CHAPTER IX.

A MOUNTAIN MYSTERY.

Ralph said nothing of his adventure of the night till the next morning. As he had expected, his young chums put it down to a feverish imagination. Even the professor suggested a dose of quinine; but Mountain Jim walked over after the morning meal to where the boy had seen the apparition, which, Ralph was beginning to believe, the figure must have been.

The lad accompanied the mountaineer, who had expected to find some tracks or traces by which Ralph’s adventure might be verified. But the ground was rocky, and the soft bed of the forest beyond held no tracks, so that they were disappointed in their anticipation of finding some clew to the strange appearance of the night.

“You’re certain sure, dead certain sure that you did see something. Didn’t just dream it?” questioned Mountain Jim as they made their way back to camp where the others were busy packing the ponies, even Persimmons being by this time able to cast a “diamond hitch.”

“I’m positive,” declared Ralph firmly; “if I hadn’t been so certain that what I saw was a man, I would have fired. But who could it have been?” he added in a perplexed voice. Jim shook his blond head.

“Great Blue Bells of Scotland, I dunno, boy,” he said, thoughtfully puffing at his pipe. “You ain’t the sort of lad to dream things, I can see that. But it’s got me. If we’d been in the gold country now it might have been a prospector, but nobody goes through here, not even hunters, for right where we are now is a bad place for game.”

So, for the time being, the mystery of the midnight visitor was unsolved and almost forgotten. It was destined to be recalled later in a startling manner, but for the present even Ralph began to believe that he might have been the victim of some sort of an hallucination, caused, possibly, by the fact that he was only half awake when he had beheld the figure on the rock.

As Mountain Jim had said, the country through which they were now traveling was indeed a bad section for hunters. Although the boys made several detours after game, not so much as a rabbit did they see. The day following the night on which Ralph had seen, or thought he had seen, the figure of the watching man, they encountered, for the first time, a tract of country common enough in the Canadian wilds but particularly unpleasant to travel through, namely, a brulee or vast tract of woods through which a forest fire has swept, leaving desolation in its path.

Nothing more depressing can be imagined than these burned forests. Naked, blackened trees, with rags of scorched bark peeling from their bare trunks, tower out of a desert expanse of gray-black ash. Horses or foot travelers passing through, churn up clouds of this ashen dust which chokes the nostrils, burns the eyes and blackens everything with which it comes in contact.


## Action item
From the material below, give the number of lines that hold the string "load" and nothing further.

===== Dataset records =====

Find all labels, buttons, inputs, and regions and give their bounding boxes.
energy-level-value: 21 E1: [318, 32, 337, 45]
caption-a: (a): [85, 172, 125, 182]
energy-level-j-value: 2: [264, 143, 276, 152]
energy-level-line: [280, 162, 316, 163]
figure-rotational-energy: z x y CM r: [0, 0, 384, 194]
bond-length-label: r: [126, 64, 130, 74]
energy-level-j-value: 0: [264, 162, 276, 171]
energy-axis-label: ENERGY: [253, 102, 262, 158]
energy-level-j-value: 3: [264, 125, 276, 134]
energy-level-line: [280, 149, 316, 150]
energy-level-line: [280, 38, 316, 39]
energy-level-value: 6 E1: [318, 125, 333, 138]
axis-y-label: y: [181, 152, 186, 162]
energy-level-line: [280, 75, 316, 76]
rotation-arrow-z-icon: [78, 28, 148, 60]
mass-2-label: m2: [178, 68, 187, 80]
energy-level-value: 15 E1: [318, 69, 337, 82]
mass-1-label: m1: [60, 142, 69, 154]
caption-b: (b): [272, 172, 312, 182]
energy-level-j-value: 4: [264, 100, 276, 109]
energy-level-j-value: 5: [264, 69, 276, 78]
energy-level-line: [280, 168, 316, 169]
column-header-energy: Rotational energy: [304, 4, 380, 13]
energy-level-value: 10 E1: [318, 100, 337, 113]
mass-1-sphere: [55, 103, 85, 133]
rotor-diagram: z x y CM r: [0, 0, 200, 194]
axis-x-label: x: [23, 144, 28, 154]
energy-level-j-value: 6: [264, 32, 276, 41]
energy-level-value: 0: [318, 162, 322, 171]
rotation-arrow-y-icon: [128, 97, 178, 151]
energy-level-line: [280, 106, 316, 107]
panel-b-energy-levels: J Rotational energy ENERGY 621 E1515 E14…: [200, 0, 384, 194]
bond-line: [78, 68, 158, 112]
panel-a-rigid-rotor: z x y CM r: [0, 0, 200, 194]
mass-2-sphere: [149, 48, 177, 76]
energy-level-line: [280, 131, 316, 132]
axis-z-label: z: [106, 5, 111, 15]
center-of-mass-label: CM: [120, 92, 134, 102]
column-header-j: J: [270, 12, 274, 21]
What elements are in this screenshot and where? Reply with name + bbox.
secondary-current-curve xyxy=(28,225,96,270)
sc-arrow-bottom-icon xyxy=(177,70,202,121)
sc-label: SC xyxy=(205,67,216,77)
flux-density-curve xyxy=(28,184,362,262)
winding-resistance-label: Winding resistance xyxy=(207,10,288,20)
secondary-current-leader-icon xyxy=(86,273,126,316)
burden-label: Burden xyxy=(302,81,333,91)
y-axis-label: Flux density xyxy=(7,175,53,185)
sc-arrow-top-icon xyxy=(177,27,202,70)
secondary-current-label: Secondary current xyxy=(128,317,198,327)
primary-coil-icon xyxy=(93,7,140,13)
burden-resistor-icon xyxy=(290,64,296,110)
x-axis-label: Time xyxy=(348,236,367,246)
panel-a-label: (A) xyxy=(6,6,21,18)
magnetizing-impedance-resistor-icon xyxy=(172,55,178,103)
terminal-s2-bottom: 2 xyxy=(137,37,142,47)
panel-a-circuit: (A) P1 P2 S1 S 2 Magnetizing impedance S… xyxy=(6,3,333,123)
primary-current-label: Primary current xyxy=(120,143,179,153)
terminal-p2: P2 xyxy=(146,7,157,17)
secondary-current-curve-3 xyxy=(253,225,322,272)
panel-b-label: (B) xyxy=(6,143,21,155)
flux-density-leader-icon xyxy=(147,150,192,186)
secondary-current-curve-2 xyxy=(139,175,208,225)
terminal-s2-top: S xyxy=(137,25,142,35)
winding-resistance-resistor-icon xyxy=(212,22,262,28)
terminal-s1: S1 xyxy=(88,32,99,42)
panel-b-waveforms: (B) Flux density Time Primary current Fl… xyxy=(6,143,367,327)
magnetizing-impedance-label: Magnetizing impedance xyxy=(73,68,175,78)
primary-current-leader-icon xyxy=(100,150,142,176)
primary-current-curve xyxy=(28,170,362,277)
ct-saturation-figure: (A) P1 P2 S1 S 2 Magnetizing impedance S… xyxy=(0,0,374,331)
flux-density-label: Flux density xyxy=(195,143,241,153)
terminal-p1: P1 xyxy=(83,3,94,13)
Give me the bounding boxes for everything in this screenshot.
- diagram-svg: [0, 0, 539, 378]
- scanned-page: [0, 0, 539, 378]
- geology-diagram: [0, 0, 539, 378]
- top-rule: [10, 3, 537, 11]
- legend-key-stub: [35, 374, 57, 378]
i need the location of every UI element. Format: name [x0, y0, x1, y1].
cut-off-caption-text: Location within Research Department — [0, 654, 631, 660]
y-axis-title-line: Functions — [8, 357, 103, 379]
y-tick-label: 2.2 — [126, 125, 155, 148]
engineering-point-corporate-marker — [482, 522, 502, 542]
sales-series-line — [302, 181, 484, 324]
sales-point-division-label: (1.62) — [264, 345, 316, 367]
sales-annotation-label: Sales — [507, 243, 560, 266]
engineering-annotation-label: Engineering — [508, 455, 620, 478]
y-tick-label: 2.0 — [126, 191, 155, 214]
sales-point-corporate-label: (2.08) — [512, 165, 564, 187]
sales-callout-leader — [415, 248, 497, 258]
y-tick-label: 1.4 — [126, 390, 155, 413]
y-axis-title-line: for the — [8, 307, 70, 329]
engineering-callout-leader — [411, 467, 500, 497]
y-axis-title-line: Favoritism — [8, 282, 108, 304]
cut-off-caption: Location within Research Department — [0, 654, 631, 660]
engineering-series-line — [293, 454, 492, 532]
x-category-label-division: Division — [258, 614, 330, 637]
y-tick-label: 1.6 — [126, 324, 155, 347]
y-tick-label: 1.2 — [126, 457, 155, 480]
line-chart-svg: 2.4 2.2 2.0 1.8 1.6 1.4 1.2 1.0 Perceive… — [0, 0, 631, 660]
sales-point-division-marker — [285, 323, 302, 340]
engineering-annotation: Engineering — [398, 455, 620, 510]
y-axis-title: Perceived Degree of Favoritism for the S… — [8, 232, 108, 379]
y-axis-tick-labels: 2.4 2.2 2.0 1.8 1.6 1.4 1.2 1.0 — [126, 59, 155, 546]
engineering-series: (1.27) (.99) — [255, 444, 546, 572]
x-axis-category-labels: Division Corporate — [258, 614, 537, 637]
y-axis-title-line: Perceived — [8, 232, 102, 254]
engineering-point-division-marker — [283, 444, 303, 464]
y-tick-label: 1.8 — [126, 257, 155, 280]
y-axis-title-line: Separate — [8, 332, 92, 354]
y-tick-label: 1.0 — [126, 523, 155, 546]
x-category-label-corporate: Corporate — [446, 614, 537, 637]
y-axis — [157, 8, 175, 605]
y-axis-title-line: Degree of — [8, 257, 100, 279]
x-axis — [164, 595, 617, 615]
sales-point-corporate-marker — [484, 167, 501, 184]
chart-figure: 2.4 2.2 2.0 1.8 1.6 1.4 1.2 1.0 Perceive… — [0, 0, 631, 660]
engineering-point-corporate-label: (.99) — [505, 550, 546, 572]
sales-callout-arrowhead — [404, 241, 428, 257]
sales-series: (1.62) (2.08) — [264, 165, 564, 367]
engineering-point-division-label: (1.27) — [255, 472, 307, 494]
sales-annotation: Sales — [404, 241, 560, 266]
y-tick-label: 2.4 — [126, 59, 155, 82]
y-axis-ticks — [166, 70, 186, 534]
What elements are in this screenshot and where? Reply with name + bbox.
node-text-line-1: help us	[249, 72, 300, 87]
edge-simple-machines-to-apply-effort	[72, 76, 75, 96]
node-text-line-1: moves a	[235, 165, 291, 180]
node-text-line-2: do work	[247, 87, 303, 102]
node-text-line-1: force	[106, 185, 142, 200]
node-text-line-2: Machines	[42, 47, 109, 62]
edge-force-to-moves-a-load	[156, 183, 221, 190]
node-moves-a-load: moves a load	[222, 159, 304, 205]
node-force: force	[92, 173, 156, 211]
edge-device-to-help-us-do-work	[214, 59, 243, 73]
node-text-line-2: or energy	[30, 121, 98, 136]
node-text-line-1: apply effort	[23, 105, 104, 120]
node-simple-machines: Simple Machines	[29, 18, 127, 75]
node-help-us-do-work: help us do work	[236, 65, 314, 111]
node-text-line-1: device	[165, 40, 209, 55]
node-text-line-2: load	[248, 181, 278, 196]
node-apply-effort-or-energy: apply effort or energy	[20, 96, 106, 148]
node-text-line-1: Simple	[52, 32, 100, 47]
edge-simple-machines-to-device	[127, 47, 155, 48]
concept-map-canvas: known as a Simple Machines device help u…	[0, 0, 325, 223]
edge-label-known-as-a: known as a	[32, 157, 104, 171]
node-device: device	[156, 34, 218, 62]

=====

## Written reply
3